Dissenting Opinion by
Kephart, J.:Two witnesses testified that no whistle was blown, nor bell rung. However much we may wish to modify that testimony by other parts of their evidence, as this is a motion for binding directions the appellee is entitled to all inferences' reasonably deduced from the evidence, and, when this is done, this evidence would take the case to the jury. That another of plaintiff’s witnesses said he heard a whistle blown two thousand feet away would merely amount to a contradiction in plaintiff’s evidence, the truth of which the jury would determine. Plaintiff’s husband was not familiar with the neighborhood and the railroad was very rarely used, is now torn up and taken away, and was not easily discernible from the highway; no warning post was placed to notify the traveling public of the railroad’s presence, and, while the chauffeur might have been guilty of the worst of *271contributory negligence, here is an effort to impute this negligence to a passenger in the rear seat of an automobile who knows nothing of the railroad, is not warned of its presence, and whose widow is prevented from recovery because the chauffeur did not use due care in handling his machine. Had deceased known of the railroad or seen á warning sign post, or even if he should have known that the whistle two thousand feet away referred to a railroad over which they were about to pass, then he should have warned the driver; but how could this duty be exacted under the facts? It is not shown the deceased knew such railroad was in existence. The woods stood close around it and the public road, and the engine could only be seen just as it emerged from behind the trees along the public highway.
Taking everything into consideration, it was one of those peculiar eases which a jury should have passed upon. I would therefore affirm the judgment.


### The problem
Between the line containing "You are a GUI" and the line containing "The image size is (908, 360)." lies a run of lines; give that run again exactly, with both of those lines, and nothing else from the entries below.

### Data in this exercise
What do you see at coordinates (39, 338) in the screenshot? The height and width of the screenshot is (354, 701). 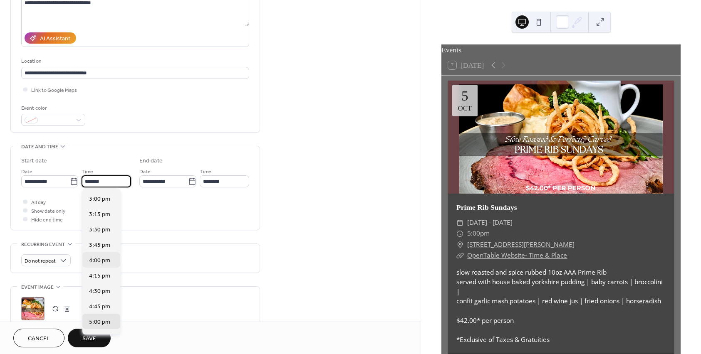 I see `a: Cancel` at bounding box center [39, 338].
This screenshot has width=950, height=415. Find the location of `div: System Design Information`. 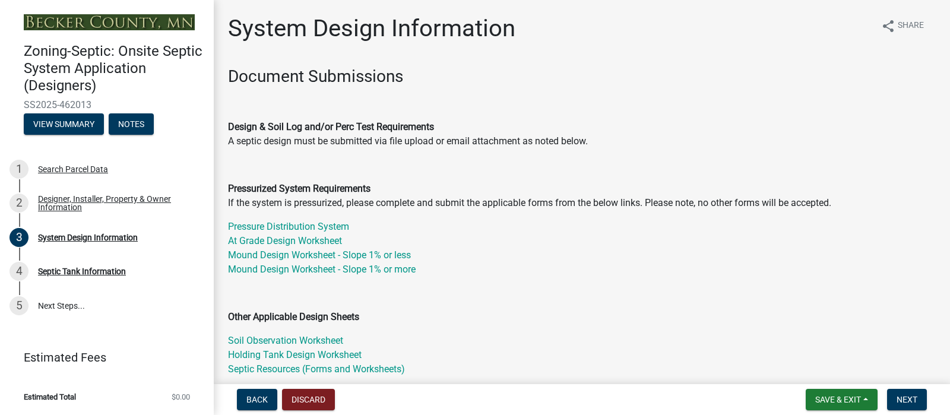

div: System Design Information is located at coordinates (88, 237).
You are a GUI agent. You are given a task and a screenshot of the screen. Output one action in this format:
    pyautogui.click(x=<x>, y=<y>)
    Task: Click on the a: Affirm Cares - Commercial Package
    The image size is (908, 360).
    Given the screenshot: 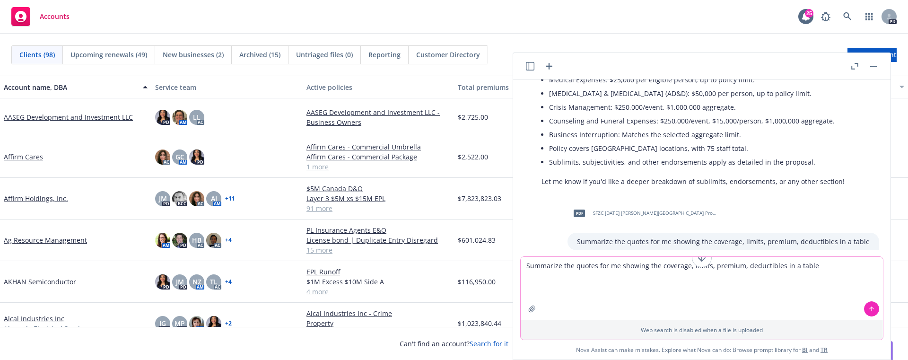 What is the action you would take?
    pyautogui.click(x=378, y=156)
    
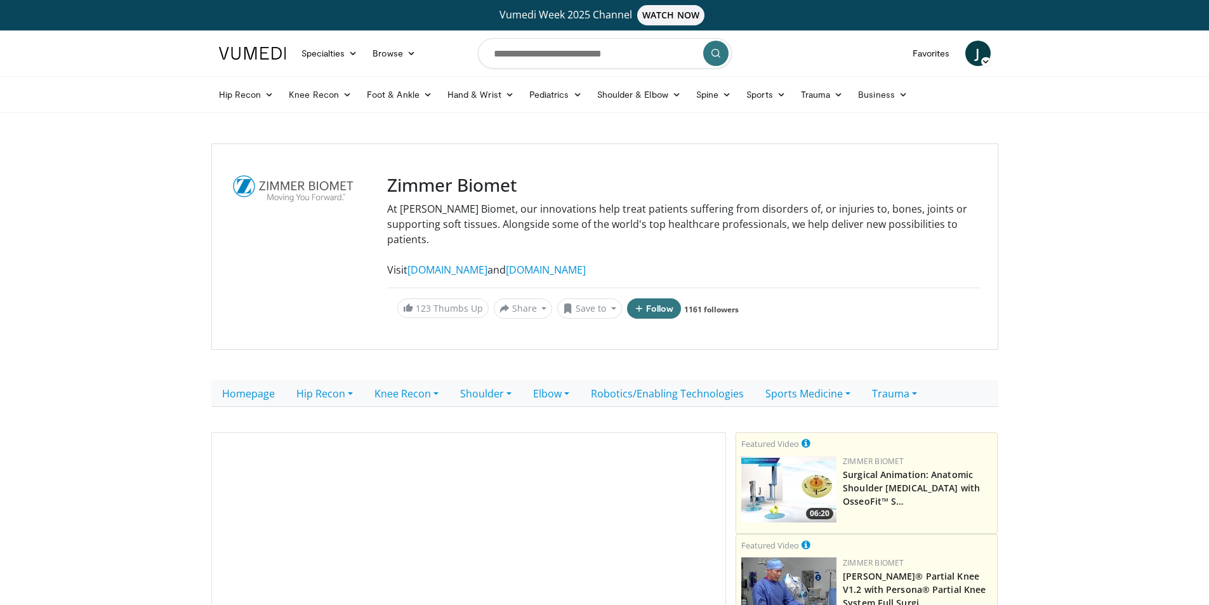 This screenshot has width=1209, height=605. I want to click on a: Elbow, so click(551, 394).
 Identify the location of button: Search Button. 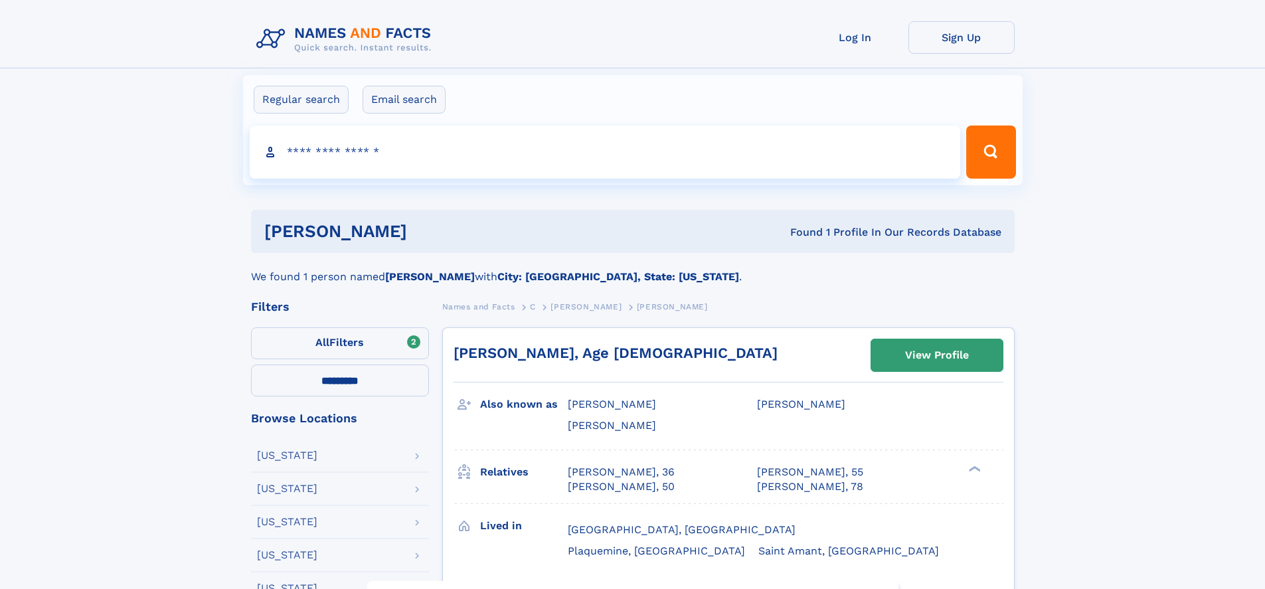
(990, 152).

### Solution to this exercise
You are a GUI agent. You are given a task and a screenshot of the screen. Output one action in this format:
    pyautogui.click(x=<x>, y=<y>)
    Task: Click on the a: Affirm Cares - Commercial Package
    The image size is (908, 360).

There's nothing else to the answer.